ClimateGate news

Wednesday, October 3, 2007

The Money and Connections Behind Al Gore’s Carbon Crusade


For Al Gore, the business of climate change is all about the money. Here's a great article by Deborah Corey Barnes at Human Events.com

Al Gore’s campaign against global warming is shifting into high gear. Reporters and commentators follow his every move and bombard the public with notice of his activities and opinions. But while the mainstream media promote his ideas about the state of planet Earth, they are mostly silent about the dramatic impact his economic proposals would have on America. And journalists routinely ignore evidence that he may personally benefit from his programs. Would the romance fizzle if Gore’s followers realized how much their man stands to gain?
There's nothing new about Gore's profit motives concerning carbon trading, but Barnes lays out the details very thoroughly in her article.
Gore’s Circle of Business

Al Gore is chairman and founder of a private equity firm called Generation Investment Management (GIM). According to Gore, the London-based firm invests money from institutions and wealthy investors in companies that are going green. “Generation Investment Management, purchases -- but isn’t a provider of -- carbon dioxide offsets,” said spokesman Richard Campbell in a March 7 report by CNSNews.

GIM appears to have considerable influence over the major carbon-credit trading firms that currently exist: the Chicago Climate Exchange (CCX) in the U.S. and the Carbon Neutral Company (CNC) in Great Britain. CCX is the only firm in the U.S. that claims to trade carbon credits.

CCX owes its existence in part to the Joyce Foundation, the Chicago-based liberal foundation that provided $347,000 in grant support in 2000 for a preliminary study to test the viability of a market in carbon credits. On the CCX board of directors is the ubiquitous Maurice Strong, a Canadian industrialist and diplomat who, since the 1970s, has helped create an international policy agenda for the environmentalist movement. Strong has described himself as “a socialist in ideology, a capitalist in methodology.”

(...)

Along with Gore, the co-founder of GIM is Treasury Secretary and former Goldman Sachs CEO Hank Paulson. Last September, Goldman Sachs bought 10% of CCX shares for $23 million. CCX owns half the ECX, so Goldman Sachs has a stake there as well.

GIM’s “founding partners” are studded with officials from Goldman Sachs. They include David Blood, former CEO of Goldman Sachs Asset Management (GSAM); Mark Ferguson, former co-head of GSAM pan-European research; and Peter Harris, who headed GSAM international operations. Another founding partner is Peter Knight, who is the designated president of GIM. He was Sen. Al Gore’s chief of staff from 1977-1989 and the campaign manager of the 1996 Clinton-Gore re-election campaign.

(...)

Front and Center

Clearly, GIM is poised to cash in on carbon trading. The membership of CCX is currently voluntary. But if the day ever comes when federal government regulations require greenhouse-gas emitters -- and that’s almost everyone -- to participate in cap-and-trade, then those who have created a market for the exchange of carbon credits are in a position to control the outcomes. And that moves Al Gore front and center. As a politician, Gore is all for transparency. But as GIM chairman, Gore has not been forthcoming, according to Forbes magazine.
This is only the start, you should read the rest.

There's more in my earlier post: Blood and Gore.

1 comment:

Anonymous said...

So Gore invests in companies that help to mitigate climate change and might make some profit out of it?

So what? Do you have to be a poor radical to have any credibility in the environmental space? The only way to effect real change is to harness the power of capitalism that underpinns the current Western way of life.

The point is that climate change is real, immediate and serious, so increasing awareness and providing commercial incentives are an effective and viable way to effect positive change.

Carbon offsetting isn't the solution, but it is certainly part of the solution, when we consider that we need to reduce emissions by 39GT (that's BILLION tonnes) just to stabilise them, by 2013. Even that might not prevent catastrophic effects from warming, but it will certainly help.

Pointing fingers and accusing those who are doing something about it, is certainly not the way to solve the problem. Gore has and still is doing tremendous good in raising public awareness and creating the momentum for positive action.

Or maybe we should just keep witc h-hunting, complaining and bitching while the planet goes to hell?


WHAT THIS TASK INVOLVES
From the first line to the last, give the records again exactly and skip the pictures.

RECORDS
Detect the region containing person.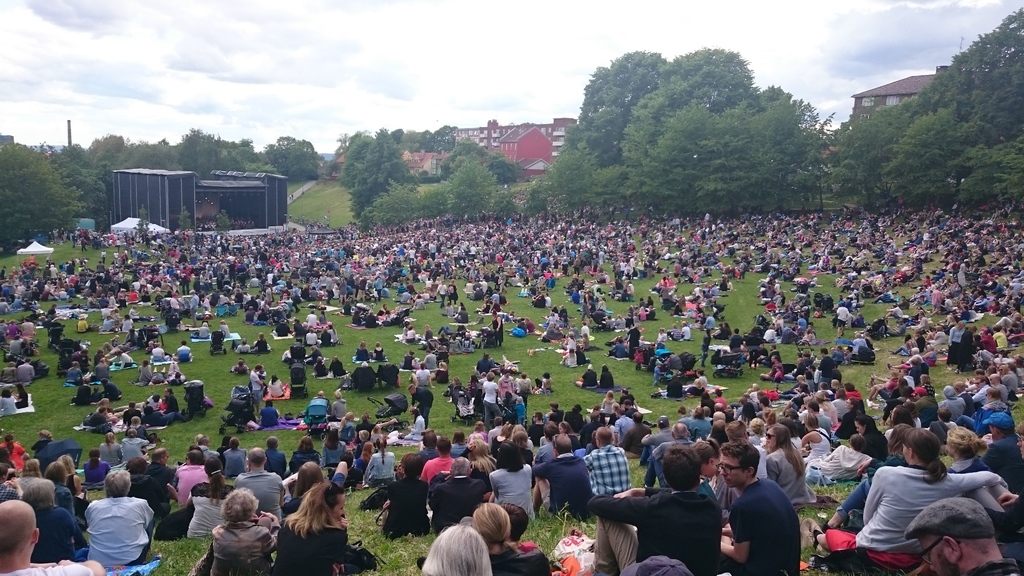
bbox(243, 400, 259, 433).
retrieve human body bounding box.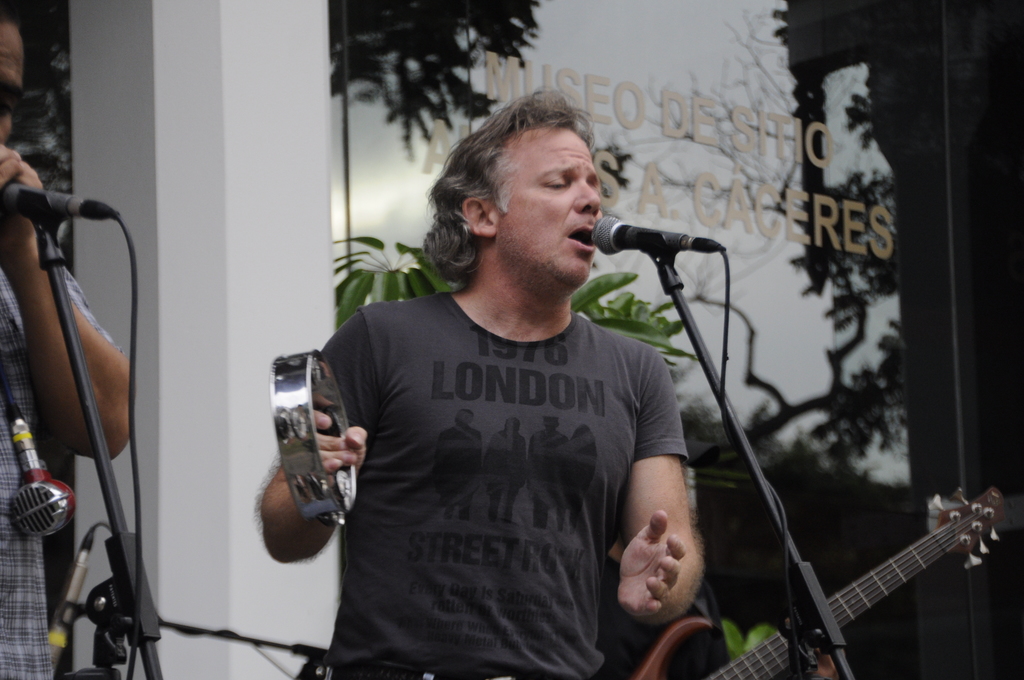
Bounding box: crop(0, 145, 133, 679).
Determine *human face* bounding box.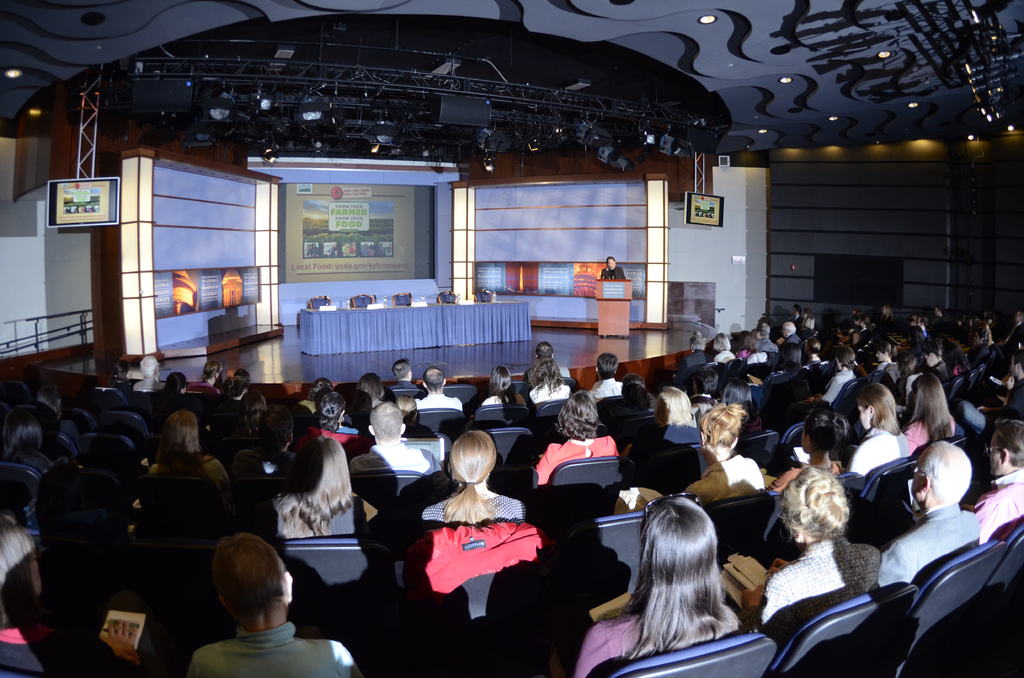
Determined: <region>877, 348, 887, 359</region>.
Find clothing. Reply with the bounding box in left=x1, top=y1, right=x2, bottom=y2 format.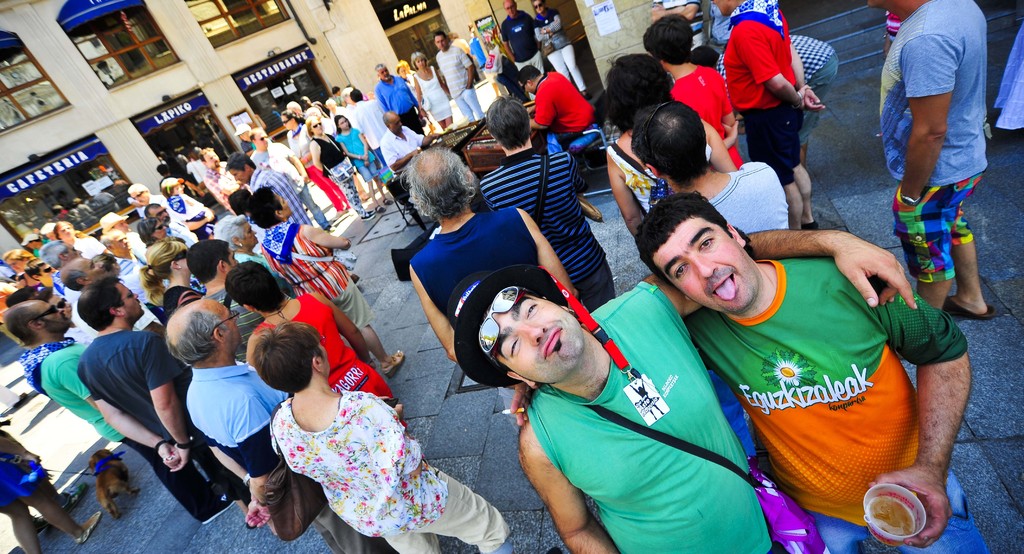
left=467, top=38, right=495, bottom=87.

RESULT
Detect the region containing person.
bbox(243, 400, 259, 433).
retrieve human body bounding box.
Bounding box: crop(0, 145, 133, 679).
Determine *human face* bounding box.
Determined: <region>877, 348, 887, 359</region>.
Find clothing. Reply with the bounding box in left=x1, top=y1, right=x2, bottom=y2 format.
left=467, top=38, right=495, bottom=87.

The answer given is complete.